[3] A review of the song from AllMusic stated: "Few artists could conjure a sense of yearning for an absent lover the way Lucinda Williams does in 'Right in Time', making physical the painful nature of unsatisfied and overwhelming longing, [the song] moves to a feeling of immediacy as the chorus enters, shifting the tone from longing, twangy guitars propelling the chorus--'The way you move, it's right in time/It's right in time with me.'
The song then segues into the more intimate setting of Lucinda's private world, where time slows down to a stagger, 'I take off my watch and my earrings/My bracelets and everything/Lie on my back and moan at the ceiling...Think about you and that long ride/I bite my nails, I get weak inside/Reach over and turn off the light/Oh my baby' drawn out in such a low, aching moan that the return of the guitars and closing chorus is a palpable release.

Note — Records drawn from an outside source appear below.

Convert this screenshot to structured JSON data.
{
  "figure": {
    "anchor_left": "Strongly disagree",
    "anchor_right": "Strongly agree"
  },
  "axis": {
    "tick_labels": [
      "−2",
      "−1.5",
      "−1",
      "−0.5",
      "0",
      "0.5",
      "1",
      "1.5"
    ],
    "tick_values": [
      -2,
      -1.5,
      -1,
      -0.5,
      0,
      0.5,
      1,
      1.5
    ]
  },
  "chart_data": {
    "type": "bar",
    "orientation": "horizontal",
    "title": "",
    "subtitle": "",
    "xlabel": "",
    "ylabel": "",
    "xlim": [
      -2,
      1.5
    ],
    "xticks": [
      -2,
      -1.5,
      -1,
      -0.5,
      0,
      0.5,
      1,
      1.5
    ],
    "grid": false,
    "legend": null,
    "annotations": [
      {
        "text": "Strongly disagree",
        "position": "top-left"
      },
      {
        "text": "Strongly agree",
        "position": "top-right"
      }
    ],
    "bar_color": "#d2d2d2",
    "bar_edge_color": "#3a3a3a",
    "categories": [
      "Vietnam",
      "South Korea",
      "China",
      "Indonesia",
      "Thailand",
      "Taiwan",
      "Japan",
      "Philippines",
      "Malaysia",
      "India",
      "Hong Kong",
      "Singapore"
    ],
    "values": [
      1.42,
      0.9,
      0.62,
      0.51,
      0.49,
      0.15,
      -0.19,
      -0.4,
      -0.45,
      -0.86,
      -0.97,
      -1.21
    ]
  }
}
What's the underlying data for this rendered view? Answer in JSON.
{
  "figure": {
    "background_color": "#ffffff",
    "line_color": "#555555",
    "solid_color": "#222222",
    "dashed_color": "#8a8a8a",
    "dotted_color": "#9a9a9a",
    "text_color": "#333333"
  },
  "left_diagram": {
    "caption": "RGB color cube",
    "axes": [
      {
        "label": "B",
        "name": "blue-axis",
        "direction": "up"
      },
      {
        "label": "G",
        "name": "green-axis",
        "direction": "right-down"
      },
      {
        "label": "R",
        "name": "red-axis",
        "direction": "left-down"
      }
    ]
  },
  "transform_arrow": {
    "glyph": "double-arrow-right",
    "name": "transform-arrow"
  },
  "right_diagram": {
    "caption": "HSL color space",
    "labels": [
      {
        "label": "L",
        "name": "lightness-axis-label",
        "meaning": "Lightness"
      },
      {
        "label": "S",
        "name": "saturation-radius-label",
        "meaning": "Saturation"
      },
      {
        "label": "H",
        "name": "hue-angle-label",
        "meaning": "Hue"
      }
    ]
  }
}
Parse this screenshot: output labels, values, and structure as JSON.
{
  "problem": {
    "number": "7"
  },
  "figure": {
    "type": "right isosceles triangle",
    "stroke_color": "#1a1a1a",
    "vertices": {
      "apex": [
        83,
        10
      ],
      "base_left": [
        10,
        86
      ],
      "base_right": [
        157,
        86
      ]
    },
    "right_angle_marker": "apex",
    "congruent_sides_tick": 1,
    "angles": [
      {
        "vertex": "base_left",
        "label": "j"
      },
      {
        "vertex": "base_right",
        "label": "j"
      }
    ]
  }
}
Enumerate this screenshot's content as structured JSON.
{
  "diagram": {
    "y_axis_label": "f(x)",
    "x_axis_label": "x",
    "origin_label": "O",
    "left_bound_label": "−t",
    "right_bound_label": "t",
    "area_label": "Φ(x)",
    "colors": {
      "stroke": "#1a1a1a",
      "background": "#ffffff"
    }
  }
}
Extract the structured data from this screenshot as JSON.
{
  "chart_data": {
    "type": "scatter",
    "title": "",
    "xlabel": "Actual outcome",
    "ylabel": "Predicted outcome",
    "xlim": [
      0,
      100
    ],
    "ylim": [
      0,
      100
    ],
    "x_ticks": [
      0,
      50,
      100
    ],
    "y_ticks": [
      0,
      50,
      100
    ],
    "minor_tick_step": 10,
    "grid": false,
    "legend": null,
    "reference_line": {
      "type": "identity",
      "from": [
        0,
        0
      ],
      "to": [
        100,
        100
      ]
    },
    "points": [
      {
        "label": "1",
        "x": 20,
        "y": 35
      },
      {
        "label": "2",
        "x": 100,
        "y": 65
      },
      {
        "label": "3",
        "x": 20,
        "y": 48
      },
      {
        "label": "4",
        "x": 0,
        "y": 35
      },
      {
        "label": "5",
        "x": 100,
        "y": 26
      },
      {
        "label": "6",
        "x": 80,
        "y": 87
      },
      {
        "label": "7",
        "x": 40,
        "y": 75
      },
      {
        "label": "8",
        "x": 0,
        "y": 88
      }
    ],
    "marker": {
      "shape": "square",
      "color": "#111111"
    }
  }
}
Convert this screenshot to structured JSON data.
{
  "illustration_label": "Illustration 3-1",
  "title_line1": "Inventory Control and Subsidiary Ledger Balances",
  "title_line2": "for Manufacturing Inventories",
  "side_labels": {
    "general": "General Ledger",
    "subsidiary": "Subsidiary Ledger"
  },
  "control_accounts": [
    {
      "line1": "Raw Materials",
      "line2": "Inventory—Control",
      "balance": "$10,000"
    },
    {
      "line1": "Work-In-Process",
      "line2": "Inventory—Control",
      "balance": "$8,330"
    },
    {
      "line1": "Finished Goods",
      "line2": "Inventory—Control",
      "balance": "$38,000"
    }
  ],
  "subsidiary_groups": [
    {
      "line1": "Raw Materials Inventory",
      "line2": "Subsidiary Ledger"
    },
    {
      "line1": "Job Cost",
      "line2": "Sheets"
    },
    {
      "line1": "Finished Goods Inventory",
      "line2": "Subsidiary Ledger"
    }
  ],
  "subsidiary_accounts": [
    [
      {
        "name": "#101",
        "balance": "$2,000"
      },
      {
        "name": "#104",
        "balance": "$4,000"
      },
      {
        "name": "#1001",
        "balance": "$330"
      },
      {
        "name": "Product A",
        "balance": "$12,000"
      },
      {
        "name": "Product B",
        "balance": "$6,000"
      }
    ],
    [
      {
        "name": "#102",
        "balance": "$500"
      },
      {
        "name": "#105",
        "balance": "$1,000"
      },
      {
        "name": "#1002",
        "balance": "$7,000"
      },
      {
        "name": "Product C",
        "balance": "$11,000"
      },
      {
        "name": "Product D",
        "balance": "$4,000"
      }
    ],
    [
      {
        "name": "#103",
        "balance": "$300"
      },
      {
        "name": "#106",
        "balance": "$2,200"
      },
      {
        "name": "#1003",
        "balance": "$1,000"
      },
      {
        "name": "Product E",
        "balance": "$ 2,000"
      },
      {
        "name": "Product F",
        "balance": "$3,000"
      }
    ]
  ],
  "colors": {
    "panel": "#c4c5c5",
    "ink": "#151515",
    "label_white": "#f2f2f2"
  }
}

[6] Pitchfork wrote that the song includes some of her "most irreducible, eloquent poetry—'Not a day goes by I don’t think about you/You left your mark on me, it’s permanent, a tattoo'—before becoming a moaned narrative of a woman alone in bed, pleasuring herself.
"[8] In a five-star-out-of-five review of Car Wheels on a Gravel Road for Rolling Stone, Robert Christgau observed "from the album's very first lines-in which the flat 'Not a day goes by I don't think about you' sets up the ambush of 'You left your mark on me, it's permanent [pause, we need a rhyme fast] a tattoo [gotcha!
]', which is instantly trumped by 'Pierce the skin, the blood runs through' and then swoons into a forlorn, unutterably simple 'Oh my baby'-Williams's every picked-over word and effect has something to say.